Did You Know... About Sun Painting
Also called Heliographic Art by some, sun painting or printing utilizes either the radiant infrared or the ultra-violet rays of the sun to create images on fabric. It works because the paint or the dye you are using reacts to the sun in some way. There are three different products we carry that can utilize the rays of the sun to produce art on fabric or clothing. They can be fun and educational, and can produce great fabrics for quilting, conversational t-shirts and many other uses. Great for taking advantage of the sunny days ahead!
Sun Painting with Thin Fabric Paints
This kind of sun painting is a fantastic activity to do with kids or groups of people, and is easy for beginners. You use a non-toxic water based fabric paint, like Setacolor Transparent for Light Fabrics (thinned with water), Setasilk, or Dye-na-flow, to make great textural patterns or shapes on the fabric. You can use found objects like leaves, ferns, feathers, and branches, or lace, cutouts, even stencils. Basically, you apply the paint with big foam brushes to the fabric or garment, and while it is still very wet, you put it out in the sun with your objects carefully placed flat on the wet fabric. As the fabric dries in the sun, it becomes darker where the sun hits, and much lighter underneath the objects, leaving a "ghost" shape of the objects you used on the fabric. When you heat set the paint, the designs are permanent.

Products: Setacolor | Dye-Na-Flow
How Does It Work?
One of the manufacturers used to have us convinced that it was a secret ingredient and that only their paint worked. Gradually it came out that other fabric paints work too, as long as the paint is thin enough and has a high concentration of pigment — this is key: you can thin some paints to the right consistency, but then the pigment is too diluted to work. The paints listed above work the very best, as they are thin and transparent while still having wonderful pigment saturation. Setacolor Transparent needs to be thinned with water for this, which makes it more economical.
The way it works is by using the radiant heat (infrared) of the sun. It basically dries the paint more quickly where the fabric is exposed, so that the paint that is still wet is drawn through the fabric (called wicking) out from under the masks (the objects you are using to make the design). This leaves what is called a ghost image of your object where it was lying. If you remove your masks before the fabric is dry, the paint will simply wick back and the ghost image will disappear. For those too young to understand it, it's like magic!
Sun Dyeing with Photo-Reactive Dye
We carry a unique product called Jacquard SolarFast. These dyes are actually photosensitive and develop color when exposed to the sun's ultra-violet rays. They belong to the Vat Dye family of dyes, which are very permanent, light fast and wash fast. In the bottle, this type of dye is in an almost colorless "leuco" form. It has to be stored in light-protected containers in dark cupboards, and applied in low light — you don't want the color to start developing until it's on the fabric, so it is a little tricky to work with. When dried and exposed to the sun, the color develops.
It can be used for printing and painting, tie-dyeing, batik, sponging and spraying. It can also be developed by ironing, baking or steaming, but there is nothing like a good sunny day to get the best performance. With kids, it's very fun to squirt a bunch of colors on a tied-up garment and watch them develop out in the sun. Mixing colors in low light where you can't see what you're mixing is a true challenge for the advanced creative dyer.

Products: SolarFast
How Does It Work?
Like other Vat dyes — for example, Indigo — when chemically "reduced," the dye is in a water-soluble leuco form that is an undeveloped color. This is how it comes, already pre-reduced, and it is the only state in which the dye molecules are water-soluble. Indigo has to be reduced with strong chemicals in order to dissolve it, where it becomes a yellow-green in the dye bath. The blue color "develops" when the fabric is lifted into the air and the dye "oxidizes," becoming chemically changed and insoluble — sort of "stuck" in the fabric. These photo-sensitive dyes oxidize and develop their color in light instead of air, so it is the ultraviolet light causing them to chemically change, become insoluble, and bond with the fabric.
Blueprints / Cyanotype on Fabric
We have some really cool pretreated cotton squares that allow you to make photographic quality images in white on a blue background with the utmost ease. The cotton squares have been treated with Potassium Ferricyanide and a ferric salt, and come in a light-proof package. Blueprints Cyanotype pretreated squares are the easiest sun printing product out there — just pull out a sheet, cover it with your object or design, expose to sunlight, rinse, dry, and you have a beautifully detailed print.

How Does It Work?
When exposed to sunlight, the ultraviolet rays change the chemicals in the fabric, causing them to turn a bright blue color — like a blueprint — except wherever it was covered. It is actually a photographic process rather than a dye or migrating paint. So if you place a fern leaf on top of the square and expose it to light, you'll get a near-photographic image of the fern against a blue background. The detail is so fine that it can be used with acetate prints of photo negatives to produce cyanotype photos on fabric for memory quilts and other uses. Fun stuff!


▶ [Problem to solve]:
Each line of the listing below that includes "Expenditure" should be reported.

----

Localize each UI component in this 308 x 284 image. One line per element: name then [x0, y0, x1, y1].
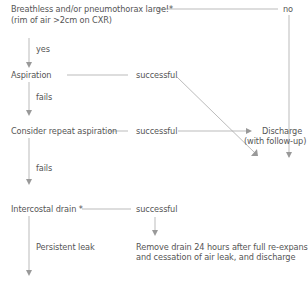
node-discharge-detail: (with follow-up) — [244, 136, 306, 146]
edge-label-yes: yes — [36, 44, 50, 54]
node-aspiration: Aspiration — [11, 70, 51, 80]
node-remove-drain-detail: and cessation of air leak, and discharge — [136, 252, 295, 262]
edge-label-successful-1: successful — [136, 70, 177, 80]
node-intercostal-drain: Intercostal drain * — [11, 204, 83, 214]
node-remove-drain: Remove drain 24 hours after full re-expa… — [136, 242, 308, 252]
edge-label-persistent-leak: Persistent leak — [36, 242, 95, 252]
node-discharge: Discharge — [262, 126, 302, 136]
edge-label-fails-2: fails — [36, 163, 52, 173]
edge-label-successful-3: successful — [136, 204, 177, 214]
start-question-detail: (rim of air >2cm on CXR) — [11, 15, 112, 25]
edge-label-fails-1: fails — [36, 92, 52, 102]
edge-label-successful-2: successful — [136, 126, 177, 136]
start-question: Breathless and/or pneumothorax large!* — [11, 4, 173, 14]
edge-label-no: no — [283, 4, 293, 14]
node-repeat-aspiration: Consider repeat aspiration — [11, 126, 117, 136]
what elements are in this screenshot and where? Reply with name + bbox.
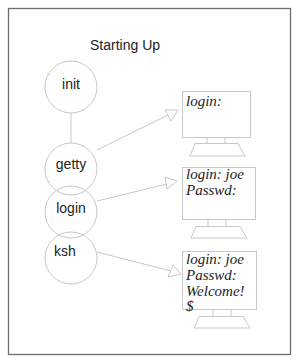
terminal-line: Passwd: [185, 267, 237, 283]
terminal-line: login: joe [186, 251, 244, 267]
starting-up-diagram: Starting Up init getty login ksh login: [0, 0, 299, 363]
diagram-title: Starting Up [90, 37, 160, 53]
process-label: login [56, 200, 86, 216]
terminal-line: Welcome! [186, 283, 245, 299]
process-label: ksh [54, 243, 76, 259]
terminal-line: login: joe [186, 166, 244, 182]
terminal-line: login: [186, 93, 222, 109]
diagram-frame [9, 9, 291, 355]
process-label: getty [56, 156, 86, 172]
terminal-line: $ [186, 298, 194, 314]
process-label: init [62, 76, 80, 92]
terminal-line: Passwd: [185, 182, 237, 198]
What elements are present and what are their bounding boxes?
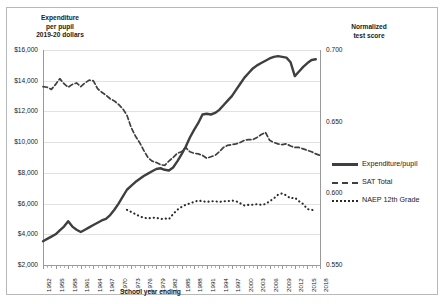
x-axis-tick: [123, 266, 124, 268]
x-axis-tick-label: 2000: [247, 278, 254, 292]
x-axis-tick-label: 1967: [108, 278, 115, 292]
x-axis-tick-label: 1952: [45, 278, 52, 292]
x-axis-tick: [186, 266, 187, 268]
left-axis-tick-label: $12,000: [2, 107, 38, 114]
x-axis-tick: [253, 266, 254, 268]
legend-item[interactable]: SAT Total: [332, 176, 440, 194]
x-axis-tick: [119, 266, 120, 269]
x-axis-tick-label: 1964: [96, 278, 103, 292]
x-axis-tick: [249, 266, 250, 268]
left-axis-tick-label: $16,000: [2, 46, 38, 53]
x-axis-tick: [43, 266, 44, 269]
x-axis-tick: [257, 266, 258, 269]
x-axis-tick: [278, 266, 279, 268]
left-axis-tick-label: $2,000: [2, 261, 38, 268]
right-axis-tick-label: 0.550: [326, 261, 372, 268]
x-axis-tick: [106, 266, 107, 269]
x-axis-tick: [182, 266, 183, 269]
x-axis-tick: [81, 266, 82, 269]
x-axis-tick: [110, 266, 111, 268]
x-axis-tick-label: 2009: [285, 278, 292, 292]
right-axis-tick-label: 0.700: [326, 46, 372, 53]
x-axis-tick-label: 2012: [297, 278, 304, 292]
x-axis-tick-label: 1958: [71, 278, 78, 292]
x-axis-tick: [114, 266, 115, 268]
x-axis-tick-label: 1991: [209, 278, 216, 292]
x-axis-tick: [51, 266, 52, 268]
x-axis-tick: [198, 266, 199, 268]
x-axis-tick: [316, 266, 317, 268]
x-axis-tick: [320, 266, 321, 269]
x-axis-tick-label: 1997: [234, 278, 241, 292]
legend-item[interactable]: Expenditure/pupil: [332, 158, 440, 176]
x-axis-tick: [207, 266, 208, 269]
x-axis-title: School year ending: [120, 288, 181, 295]
legend-swatch-icon: [332, 182, 358, 184]
x-axis-tick: [265, 266, 266, 268]
x-axis-tick: [261, 266, 262, 268]
x-axis-tick-label: 2015: [310, 278, 317, 292]
legend-item-label: NAEP 12th Grade: [362, 194, 419, 206]
x-axis-tick: [282, 266, 283, 269]
x-axis-tick: [232, 266, 233, 269]
x-axis-tick: [169, 266, 170, 269]
x-axis-tick-label: 1988: [196, 278, 203, 292]
right-axis-tick-label: 0.650: [326, 118, 372, 125]
series-line: [43, 79, 320, 166]
x-axis-tick: [131, 266, 132, 269]
x-axis-tick: [156, 266, 157, 269]
x-axis-tick-label: 1961: [83, 278, 90, 292]
legend-item-label: Expenditure/pupil: [362, 158, 418, 170]
x-axis-tick: [148, 266, 149, 268]
x-axis-tick: [98, 266, 99, 268]
x-axis-tick: [56, 266, 57, 269]
series-lines: [43, 50, 321, 266]
x-axis-tick: [64, 266, 65, 268]
x-axis-tick: [89, 266, 90, 268]
x-axis-tick: [236, 266, 237, 268]
plot-area: [43, 50, 320, 265]
x-axis-tick: [144, 266, 145, 269]
x-axis-tick: [223, 266, 224, 268]
x-axis-tick: [68, 266, 69, 269]
left-axis-tick-label: $6,000: [2, 200, 38, 207]
x-axis-tick-label: 2018: [322, 278, 329, 292]
x-axis-tick: [47, 266, 48, 268]
x-axis-tick: [77, 266, 78, 268]
left-axis-tick-label: $14,000: [2, 77, 38, 84]
x-axis-tick: [286, 266, 287, 268]
x-axis-tick: [215, 266, 216, 268]
x-axis-tick: [60, 266, 61, 268]
legend-item[interactable]: NAEP 12th Grade: [332, 194, 440, 212]
x-axis-tick: [102, 266, 103, 268]
x-axis-tick: [173, 266, 174, 268]
x-axis-tick: [274, 266, 275, 268]
x-axis-tick: [240, 266, 241, 268]
x-axis-tick: [161, 266, 162, 268]
x-axis-tick: [194, 266, 195, 269]
x-axis-tick: [211, 266, 212, 268]
x-axis-tick-label: 2006: [272, 278, 279, 292]
x-axis-tick: [228, 266, 229, 268]
legend-swatch-icon: [332, 163, 358, 166]
x-axis-tick: [312, 266, 313, 268]
x-axis-tick: [127, 266, 128, 268]
x-axis-tick: [152, 266, 153, 268]
legend: Expenditure/pupilSAT TotalNAEP 12th Grad…: [332, 158, 440, 212]
x-axis-tick: [72, 266, 73, 268]
x-axis-tick: [190, 266, 191, 268]
x-axis-tick: [140, 266, 141, 268]
right-axis-title: Normalizedtest score: [330, 23, 408, 40]
legend-swatch-icon: [332, 200, 358, 202]
legend-item-label: SAT Total: [362, 176, 392, 188]
x-axis-tick: [303, 266, 304, 268]
x-axis-tick: [291, 266, 292, 268]
x-axis-tick: [202, 266, 203, 268]
x-axis-tick: [177, 266, 178, 268]
x-axis-tick: [244, 266, 245, 269]
x-axis-tick-label: 1985: [184, 278, 191, 292]
left-axis-tick-label: $8,000: [2, 169, 38, 176]
x-axis-tick: [135, 266, 136, 268]
x-axis-tick: [299, 266, 300, 268]
x-axis-tick: [307, 266, 308, 269]
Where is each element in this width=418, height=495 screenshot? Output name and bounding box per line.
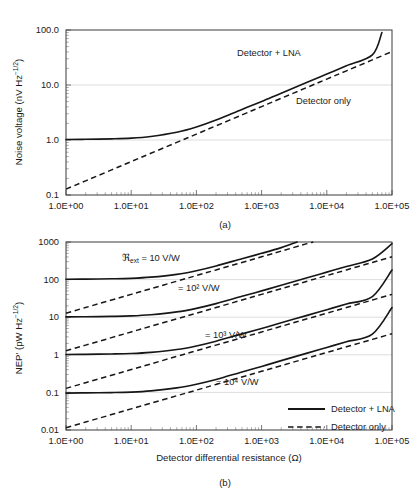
chart-a-x-tick-label: 1.0E+03 [244, 201, 279, 211]
chart-b-curve [66, 294, 392, 388]
chart-b-y-tick-label: 100 [43, 275, 59, 285]
chart-a-x-tick-labels: 1.0E+001.0E+011.0E+021.0E+031.0E+041.0E+… [49, 201, 410, 211]
chart-b-curve [66, 242, 297, 279]
chart-a-y-tick-label: 100.0 [36, 25, 59, 35]
chart-a-gridlines [66, 85, 392, 140]
chart-a-y-tick-label: 10.0 [41, 80, 59, 90]
chart-a-label-detector-only: Detector only [296, 96, 351, 106]
chart-b-y-tick-label: 1 [54, 350, 59, 360]
chart-b-y-axis-title: NEP' (pW Hz−1/2) [12, 302, 24, 374]
legend-label-detector-lna: Detector + LNA [331, 404, 396, 414]
chart-a-y-tick-label: 0.1 [46, 190, 59, 200]
figure-container: 1.0E+001.0E+011.0E+021.0E+031.0E+041.0E+… [0, 0, 418, 495]
chart-b-annotation-resp-1e4: = 10⁴ V/W [216, 377, 259, 387]
chart-a-svg: 1.0E+001.0E+011.0E+021.0E+031.0E+041.0E+… [0, 0, 418, 238]
chart-a-tickmarks [66, 30, 392, 195]
chart-b-curve [66, 244, 392, 317]
svg-text:Noise voltage (nV Hz−1/2): Noise voltage (nV Hz−1/2) [12, 59, 24, 165]
chart-a-label-detector-lna: Detector + LNA [237, 48, 302, 58]
chart-a-y-tick-label: 1.0 [46, 135, 59, 145]
chart-b-curve [66, 242, 313, 313]
legend-label-detector-only: Detector only [331, 422, 386, 432]
chart-a-y-tick-labels: 0.11.010.0100.0 [36, 25, 59, 200]
chart-b-svg: 1.0E+001.0E+011.0E+021.0E+031.0E+041.0E+… [0, 238, 418, 495]
chart-b-x-tick-label: 1.0E+04 [309, 436, 344, 446]
chart-a-x-tick-label: 1.0E+00 [49, 201, 84, 211]
chart-b-x-tick-labels: 1.0E+001.0E+011.0E+021.0E+031.0E+041.0E+… [49, 436, 410, 446]
chart-b-y-tick-label: 0.1 [46, 388, 59, 398]
chart-a-curve [66, 52, 392, 190]
chart-a-x-tick-label: 1.0E+05 [375, 201, 410, 211]
chart-a-curves [66, 33, 392, 190]
chart-a-plot-frame [66, 30, 392, 195]
chart-b-y-tick-label: 10 [49, 312, 59, 322]
chart-a-x-tick-label: 1.0E+01 [114, 201, 149, 211]
chart-a-x-tick-label: 1.0E+04 [309, 201, 344, 211]
chart-panel-a: 1.0E+001.0E+011.0E+021.0E+031.0E+041.0E+… [0, 0, 418, 238]
svg-text:NEP' (pW Hz−1/2): NEP' (pW Hz−1/2) [12, 302, 24, 374]
chart-b-x-tick-label: 1.0E+01 [114, 436, 149, 446]
chart-b-x-tick-label: 1.0E+02 [179, 436, 214, 446]
chart-b-y-tick-label: 0.01 [41, 425, 59, 435]
chart-a-x-tick-label: 1.0E+02 [179, 201, 214, 211]
chart-b-annotation-resp-1e2: = 10² V/W [178, 283, 220, 293]
chart-b-x-axis-title: Detector differential resistance (Ω) [156, 452, 302, 463]
chart-b-y-tick-label: 1000 [38, 238, 59, 247]
chart-b-annotation-resp-1e3: = 10³ V/W [205, 330, 247, 340]
chart-panel-b: 1.0E+001.0E+011.0E+021.0E+031.0E+041.0E+… [0, 238, 418, 495]
panel-a-caption: (a) [219, 219, 231, 230]
chart-b-y-tick-labels: 0.010.11101001000 [38, 238, 59, 435]
panel-b-caption: (b) [219, 477, 231, 488]
chart-b-annotation-resp-10: ℜext = 10 V/W [122, 252, 180, 264]
chart-a-curve [66, 33, 382, 140]
chart-b-legend: Detector + LNA Detector only [288, 404, 396, 432]
chart-a-y-axis-title: Noise voltage (nV Hz−1/2) [12, 59, 24, 165]
chart-b-curve [66, 270, 392, 354]
chart-b-x-tick-label: 1.0E+03 [244, 436, 279, 446]
chart-b-x-tick-label: 1.0E+05 [375, 436, 410, 446]
chart-b-x-tick-label: 1.0E+00 [49, 436, 84, 446]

----

▶ [Output of the task]:
legend-item[interactable]: Expenditure/pupil: [332, 158, 440, 176]
legend-item-label: Expenditure/pupil: [362, 158, 418, 170]
legend: Expenditure/pupilSAT TotalNAEP 12th Grad…: [332, 158, 440, 212]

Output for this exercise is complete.